College calculators are useful, but they do have drawbacks

Published 5:00 am Thursday, November 3, 2011

Parents of future college students have a new planning tool in their arsenal: Colleges are now required to have a “net price calculator” on their websites. The calculator, required as part of the 2008 Higher Education Opportunity Act, is designed to help high-schoolers shopping for college to estimate how much it will cost to attend a certain school after factoring in average grants and scholarships.

Transparency is key when it comes to making major financial decisions. And it’s good that colleges are being required to inform families about the true cost of college — from tuition and textbooks to transportation and room and board.

But the calculators aren’t perfect.

That’s right — calculators, plural. While the Department of Education came up with a net price calculator for colleges to use, many chose to build their own, making it pretty hard to make accurate comparisons between college A and college B. Some calculators are easy enough for a high school student to fill out in five minutes. Others need dozens of inputs, telling families to have their W-2 and tax forms at the ready.

“Requiring all that kind of information can be daunting for students,” said Diane Cheng, a researcher with the Institute for College Access and Success, who has written a report on the flaws she is seeing with early net price calculators. “If they are confronted with a large number of required, detailed financial questions, they many never get to the end.”

For colleges, the calculators are a balancing act. How much accuracy do they trade for simplicity? Do they err on the conservative side, estimating a net price on the high side and risking some families deciding they can’t afford the school? Do they estimate on the low side, and risk upsetting families who don’t realize that the calculator is an estimate, not the final bill? And what do they program the calculators to spit out at the end?

Compare the University of Minnesota and Gustavus Adolphus College, a private college in St. Peter, Minn. Both require roughly two dozen questions to be answered. But UM’s calculator does not show merit aid, said Kris Wright, director of the Office of Student Finance. Gustavus Adolphus’ calculator shows families an estimate of both merit and need-based aid. Both calculators first list net price, then estimate available work study and some student loans. But while they look similar, they are not apples-to-apples comparisons.

Calculators may be a boon for private colleges by helping families dig deeper than a college’s “sticker price.” Some families look at the $50,000 sticker price of a private liberal arts college and don’t realize that, as with cars, some pay a lot less. In fact, students who graduated from some of Minnesota’s most prestigious and expensive private colleges actually leave with less debt than some of the state’s public universities, according to the Education Department.

Bottom line: The more families can estimate the cost of college, the better. Just beware of the calculators’ quirks and limitations.

Net price calculator tips

They can be hard to find. Start by looking on the financial aid or admissions pages. If your search for a “net price calculator” comes up empty, try looking for a “financial aid estimator” or a “college cost calculator.”

• Be sure you enter accurate information.

• Use the calculators at institutions with steep sticker prices to check out aid packages before eliminating them as options.

• The calculator determines an estimate for the cost of freshman year. Mark Kantrowitz, publisher of finaid.org, cautions that some calculators could “understate the real bottom-line cost of college by thousands of dollars.” For example, some colleges “front-load” grant dollars, giving significantly more aid to a student during freshman year.

• Play with scenarios, calculating “what-ifs” scenarios about family income changes and academic achievement.

• Questions? Call admissions or financial aid. Colleges are used to answering questions about estimated college costs.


• Task to complete: Show every line in the records below that contains the word "name".

• Records shown:
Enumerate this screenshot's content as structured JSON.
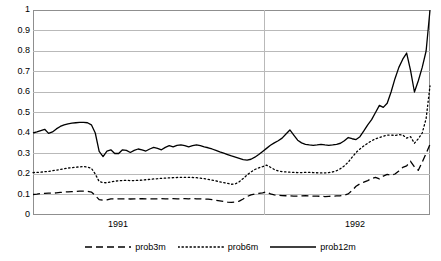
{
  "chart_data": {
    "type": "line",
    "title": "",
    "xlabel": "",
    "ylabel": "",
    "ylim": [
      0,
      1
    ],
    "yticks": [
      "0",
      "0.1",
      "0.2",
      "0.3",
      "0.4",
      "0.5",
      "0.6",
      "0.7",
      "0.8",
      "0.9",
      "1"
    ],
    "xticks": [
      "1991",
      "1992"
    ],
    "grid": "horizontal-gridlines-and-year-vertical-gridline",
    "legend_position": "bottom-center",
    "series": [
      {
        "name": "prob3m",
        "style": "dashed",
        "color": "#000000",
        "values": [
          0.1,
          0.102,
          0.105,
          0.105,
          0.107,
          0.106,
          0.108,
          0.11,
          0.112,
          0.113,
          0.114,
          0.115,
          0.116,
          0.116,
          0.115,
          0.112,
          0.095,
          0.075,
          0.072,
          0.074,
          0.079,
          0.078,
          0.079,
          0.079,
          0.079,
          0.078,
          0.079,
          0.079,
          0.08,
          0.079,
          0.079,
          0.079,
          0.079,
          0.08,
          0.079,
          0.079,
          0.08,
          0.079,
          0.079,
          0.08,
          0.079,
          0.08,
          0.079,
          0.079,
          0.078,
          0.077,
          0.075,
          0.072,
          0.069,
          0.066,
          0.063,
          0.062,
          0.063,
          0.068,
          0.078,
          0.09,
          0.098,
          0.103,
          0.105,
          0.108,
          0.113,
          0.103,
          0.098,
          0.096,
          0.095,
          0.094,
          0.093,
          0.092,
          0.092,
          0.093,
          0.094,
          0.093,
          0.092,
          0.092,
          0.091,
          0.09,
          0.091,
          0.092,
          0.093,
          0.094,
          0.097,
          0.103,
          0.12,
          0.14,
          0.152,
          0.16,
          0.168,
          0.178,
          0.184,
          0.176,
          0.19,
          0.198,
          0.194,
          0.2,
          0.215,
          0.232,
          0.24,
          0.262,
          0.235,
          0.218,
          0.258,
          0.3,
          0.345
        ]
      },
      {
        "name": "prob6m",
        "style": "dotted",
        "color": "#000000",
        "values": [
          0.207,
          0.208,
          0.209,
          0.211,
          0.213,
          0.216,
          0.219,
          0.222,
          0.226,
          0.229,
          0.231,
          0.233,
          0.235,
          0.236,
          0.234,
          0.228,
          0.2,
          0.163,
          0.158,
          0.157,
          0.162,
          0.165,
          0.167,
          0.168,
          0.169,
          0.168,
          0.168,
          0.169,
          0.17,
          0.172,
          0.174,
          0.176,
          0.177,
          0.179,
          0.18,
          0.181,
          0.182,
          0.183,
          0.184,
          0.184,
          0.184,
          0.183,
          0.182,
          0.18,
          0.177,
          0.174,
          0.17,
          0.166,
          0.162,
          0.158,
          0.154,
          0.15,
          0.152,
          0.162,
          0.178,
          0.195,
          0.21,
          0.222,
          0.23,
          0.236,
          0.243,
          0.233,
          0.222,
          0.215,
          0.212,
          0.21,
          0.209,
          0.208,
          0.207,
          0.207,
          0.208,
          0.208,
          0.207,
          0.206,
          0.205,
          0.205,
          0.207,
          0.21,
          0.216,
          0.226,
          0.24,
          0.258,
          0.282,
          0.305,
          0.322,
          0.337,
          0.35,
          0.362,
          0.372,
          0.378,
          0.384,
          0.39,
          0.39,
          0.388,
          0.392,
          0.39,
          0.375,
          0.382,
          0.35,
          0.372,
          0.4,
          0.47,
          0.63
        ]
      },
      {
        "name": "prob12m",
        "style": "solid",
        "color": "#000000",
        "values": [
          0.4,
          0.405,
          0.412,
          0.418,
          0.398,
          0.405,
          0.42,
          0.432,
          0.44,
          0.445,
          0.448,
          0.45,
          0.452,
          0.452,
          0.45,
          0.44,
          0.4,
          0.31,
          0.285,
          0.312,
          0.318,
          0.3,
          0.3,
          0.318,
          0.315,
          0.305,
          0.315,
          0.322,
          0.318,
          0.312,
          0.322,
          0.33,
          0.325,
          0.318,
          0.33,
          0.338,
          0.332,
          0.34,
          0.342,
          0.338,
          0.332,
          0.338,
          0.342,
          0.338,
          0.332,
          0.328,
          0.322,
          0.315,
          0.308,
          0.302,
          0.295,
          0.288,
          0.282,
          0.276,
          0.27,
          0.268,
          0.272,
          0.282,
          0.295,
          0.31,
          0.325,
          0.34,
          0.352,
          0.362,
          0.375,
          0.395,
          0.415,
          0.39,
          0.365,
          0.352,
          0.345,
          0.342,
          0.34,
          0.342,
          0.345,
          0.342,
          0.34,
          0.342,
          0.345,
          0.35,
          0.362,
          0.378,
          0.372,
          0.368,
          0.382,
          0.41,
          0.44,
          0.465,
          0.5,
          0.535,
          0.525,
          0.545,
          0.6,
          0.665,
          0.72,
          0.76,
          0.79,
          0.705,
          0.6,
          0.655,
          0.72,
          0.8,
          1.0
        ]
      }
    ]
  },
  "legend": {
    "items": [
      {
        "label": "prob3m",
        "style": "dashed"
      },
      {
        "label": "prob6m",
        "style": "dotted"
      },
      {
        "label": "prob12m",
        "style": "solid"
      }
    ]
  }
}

• The answer:
        "name": "prob3m",
        "name": "prob6m",
        "name": "prob12m",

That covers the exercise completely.